Paul Nuki – CEO StepJockey

 

SD – Hi, could you please introduce yourself?

I’m Paul Nuki, CEO of StepJockey.

SD – Where are you based?

We’ve just moved to offices in Soho, London. We also have an office in Cornwall overlooking St Austell bay.

SD – What is your background?

I’m a journalist by trade. I was chief editor of the NHS website www.nhs.uk for seven years from launch to 40 million monthly users. Before that I was Focus Editor at the Sunday Times, where I spent more than a decade.

SD – What has been the inspiration for StepJockey?

Unusually for a tech company, StepJockey was founded by a woman. My wife Helen, a behavioural economics expert, had the idea after our seven-year-old daughter, Litzi, wondered why official signs – in her words – “only tell you about the things that are bad for you”. It made Helen think about how we tell consumers how many calories are in food but we don’t tell them where they can burn them off.

Through StepJockey, we are offering the opportunity to put that right.

SD – How does StepJockey work?

StepJockey is incredibly simple. We provide people with prompts to nudge them to use the stairs more so that they can seamlessly build physical activity into their working day. We do this through a combination of a free smartphone app that can be used with our NFC-enabled and QR-code scannable Smart Signs to help people track their climbs and calorie burn.

We also gamify stair climbing, offering businesses a way to engage a significant proportion of their workforce with their health. Research shows that stair climbing engages overweight, inactive people and women the most.

SD – What are the user benefits?

Starting with the obvious – climbing stairs burns more calories than taking the lift. In fact it burns more calories than jogging – about a calorie for every 10 steps. Stair climbing is a very easy exercise for people who are naturally put off traditional sports that require Lycra or waterproofs so it engages far more people than traditional exercise regimes.

Beyond calorie burn the research shows that climbing the stairs for just seven minutes a day can halve the risk of a heart attack over 10 years. Climbing just eight flights of stairs a day lowers average early mortality risk by 33%. Just two minutes extra stair climbing a day is enough to stop average middle age weight gain.

And in fact, although climbing down the stairs burns fewer calories, the jarring action helps strengthen the bones which can help reduce the risk of osteoporosis.

SD – How does StepJockey differ from other companies in this space?

We’re unique in a few ways. First of all we’re evidence-based and we were seed-funded by the Department of Health when it ran a health tech innovation competition.
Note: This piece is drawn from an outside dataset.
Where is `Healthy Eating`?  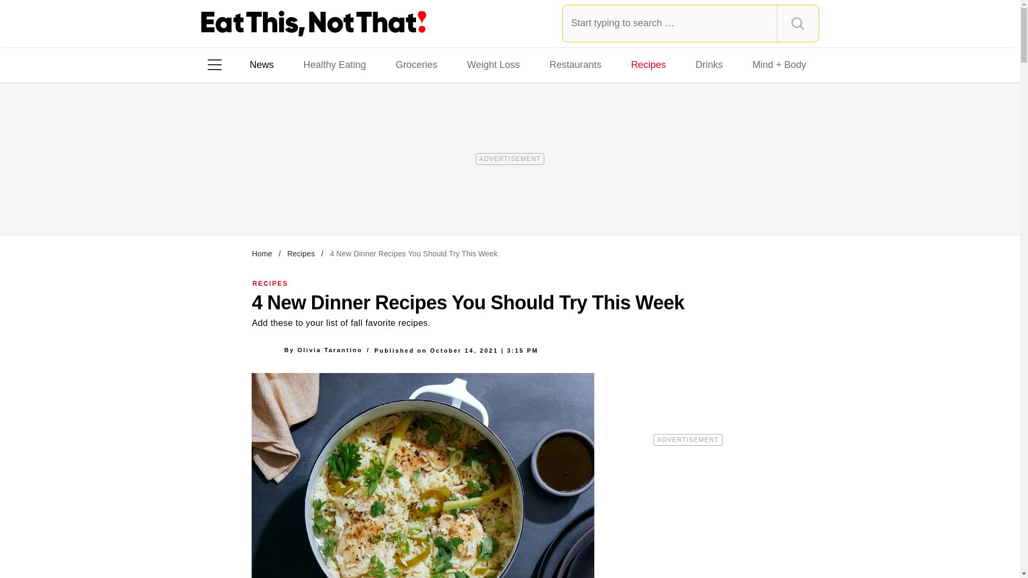 Healthy Eating is located at coordinates (334, 64).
Second, we’re both a tech product and a very basic environmental intervention in the form of stylish signs. The magic comes in combining the two with some behavioural psychology to jolt people out of their lift-dominated routine and engage them with the physical world a bit more.
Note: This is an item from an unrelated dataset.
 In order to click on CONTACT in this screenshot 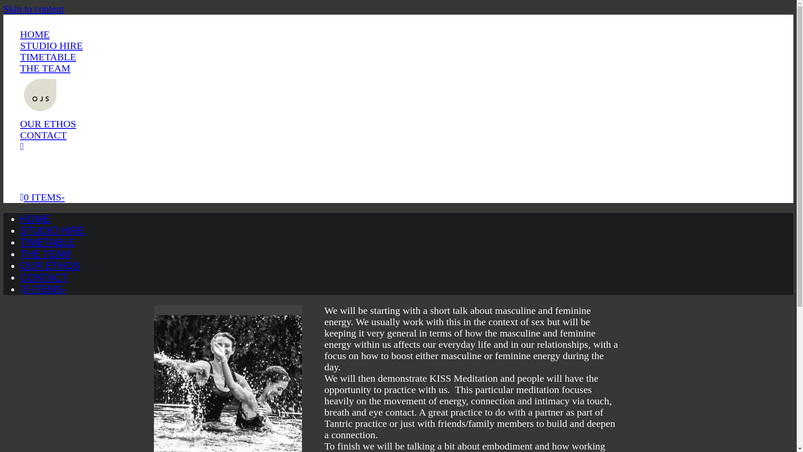, I will do `click(43, 135)`.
Third, in terms of the technology, we don’t use pedometers or gyroscopes to measure activity. We base it on the real data measured from people’s stair use and their own personal demographics. Our calculations are based on trials of stair climbing calorie burn funded through the initial DH grant. So we’re pretty confident that we’re providing people with as perfect a measure of their calorie burn as possible.

SD – What do you see as your biggest challenges for StepJockey?

We’ve learnt a lot from our users and the data we collect from stair climbing challenges.

Some people find out about the stair climbing initiatives and really go for it, taking the challenges extra-seriously and really putting in added time on the stairs. But for most people it’s a case of fitting it in to their regular work-day regime – swapping the lift for the stairs in the morning, at lunchtime and home time. We try to encourage that steady, habitual climbing as that’s the best way to cement long term behaviour change.

We’ve worked hard to get the incentives right, so that we’re not just rewarding the “winners”, but also giving extra motivation to those who are consistent climbers, and those who need a bit of a hand up to keep them moving. I think it’s fair to say that when it comes to motivating stair use we are now genuine experts!

SD – What do you see the digital health landscape being in 2020?

I think in the next four years we’ll see wearables improve and become as ubiquitous as Smartphones are now. If the user experience can be got right and the price affordable, we’ll see mass uptake which can only further help people track their health and act upon it. 

SD – Why should people vote for StepJockey?

Undoubtedly there’s loads of great health technology out there. We think we should win the Breakout Award because we really have broken out. Our crowdsourcing approach means that ordinary people worldwide have labelled nearly 9,000 stairs for calorie burn in 110 countries. This week we passed the 5 million calories burned mark on our stair climbing totalizer.

Stair climbing is such a simple thing to do, and the health benefits are well-known in decades worth of research literature to such an extent that stair prompts are recommended by NICE in the UK and the CDC in the US. We hope people will vote for us for helping to make that happen.

SD – How do people find out more information?

Go to our website www.stepjockey.com where you can find out details of getting the free signs and app, as well as a “ROI” calculator for companies to work out how we can help them. Or give us a call on 0203 397 8377 – we love to talk.

SD – thanks for your time

My pleasure.

Click http://on.fb.me/24Fxq8m to vote for Paul and StepJockey

 

 

 

 

The post Who gets your vote? – Interview with Paul Nuki, CEO of StepJockey appeared first on Salus Digital.